The Berlin Patient: Cured of HIV with a stem cell transplant, Timothy Brown visits Vancouver

An anonymous stem cell donor cured Timothy Ray Brown of both his leukemia and his HIV. For years, experts wondered whether it was a cure or just a temporary remission.

It’s been 11 years. Brown is still HIV and cancer-free.

Brown, 53, is now frequently asked to speak around the world to scientists, people with HIV and everyone else curious about his experience. Once referred to only as the “Berlin Patient,” Brown’s identity is no longer a mystery and at events in Vancouver this week, he is the inspiring guest speaker.

Before talking to scientists affiliated with the B.C. Centre for Excellence in HIV/AIDS, Brown said in an interview that he keeps pushing researchers and physicians to think outside the box.

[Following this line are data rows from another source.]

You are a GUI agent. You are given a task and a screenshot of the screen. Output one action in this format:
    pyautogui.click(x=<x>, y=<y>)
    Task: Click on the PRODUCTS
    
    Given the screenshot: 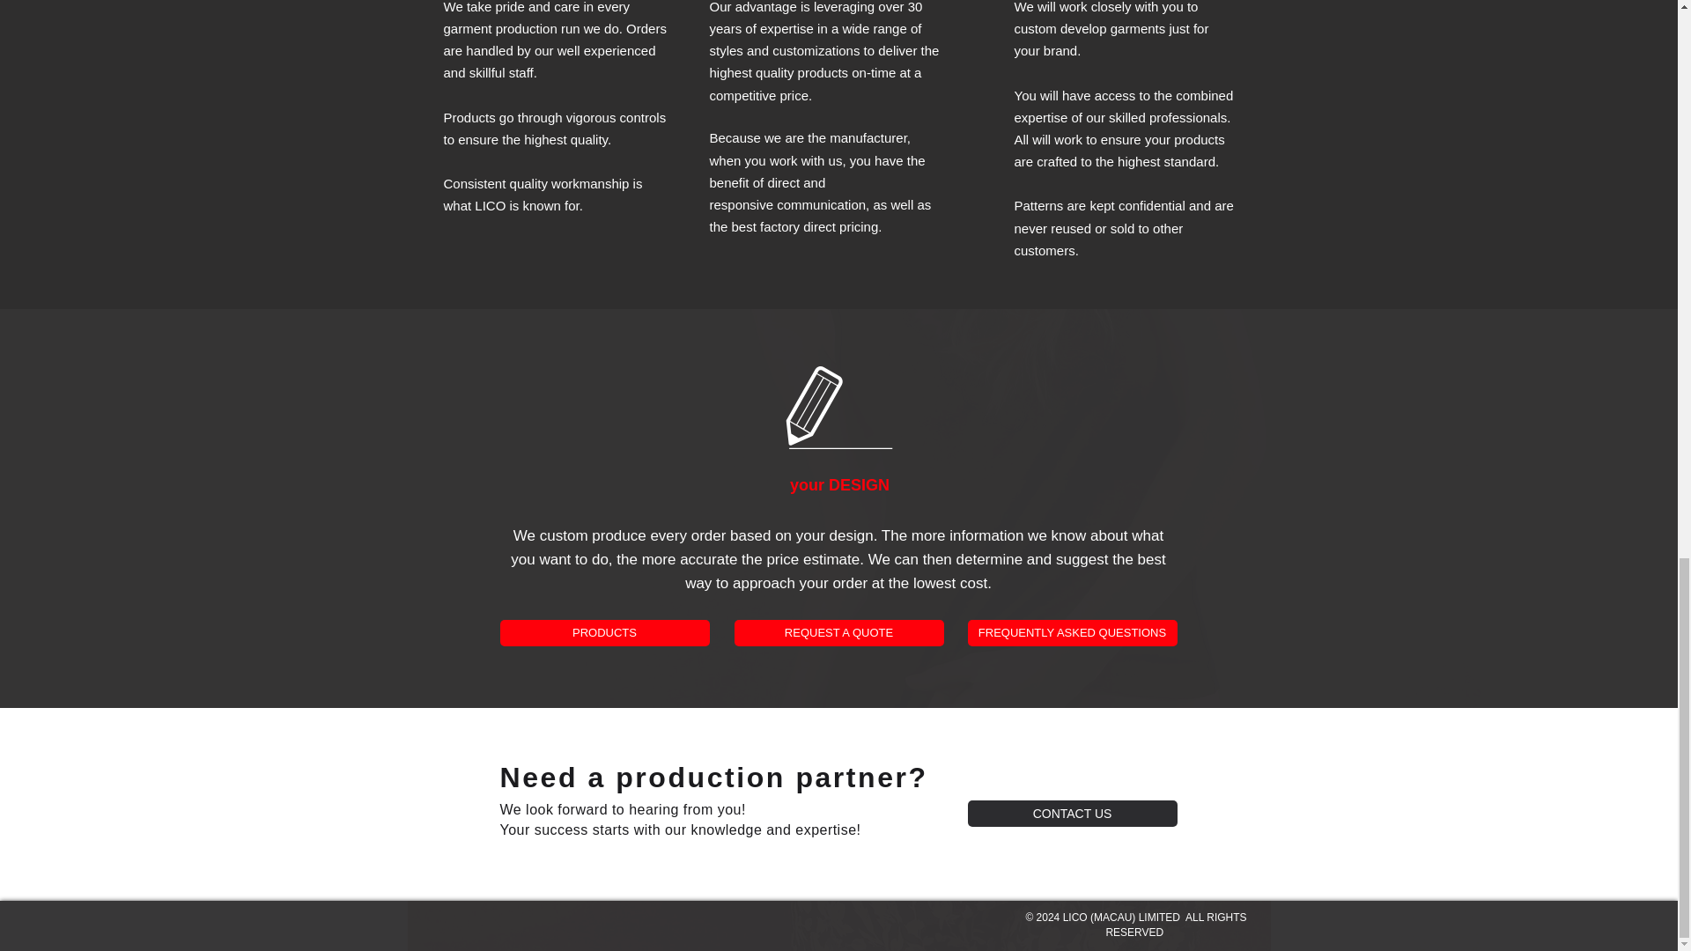 What is the action you would take?
    pyautogui.click(x=605, y=633)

His physician did in 2007 when Brown was an American living in Berlin and diagnosed with acute myeloma leukemia. To complicate matters, he had HIV.

Fortuitously, he was referred to a blood specialist named Gero Hütter who would become Brown’s “saviour” by trying a novel approach after initial treatment with chemotherapy failed. Hütter searched for a registered donor who was both a tissue match for Brown and a double carrier (inherited from both parents) of a gene called the CCR5-delta 32 mutation. Those with the mutation are resistant to HIV, a discovery made in the mid-1990s at the U.S. National Institutes of Health.

Only one per cent of Northern Europeans have such a mutated gene, but Hütter found a donor in the registry without too much difficulty.

Brown, who was born in Seattle but now lives in Palm Springs, has no idea who the donor is except he was a German going to university in New York City who flew to Germany when called on to donate his stem cells.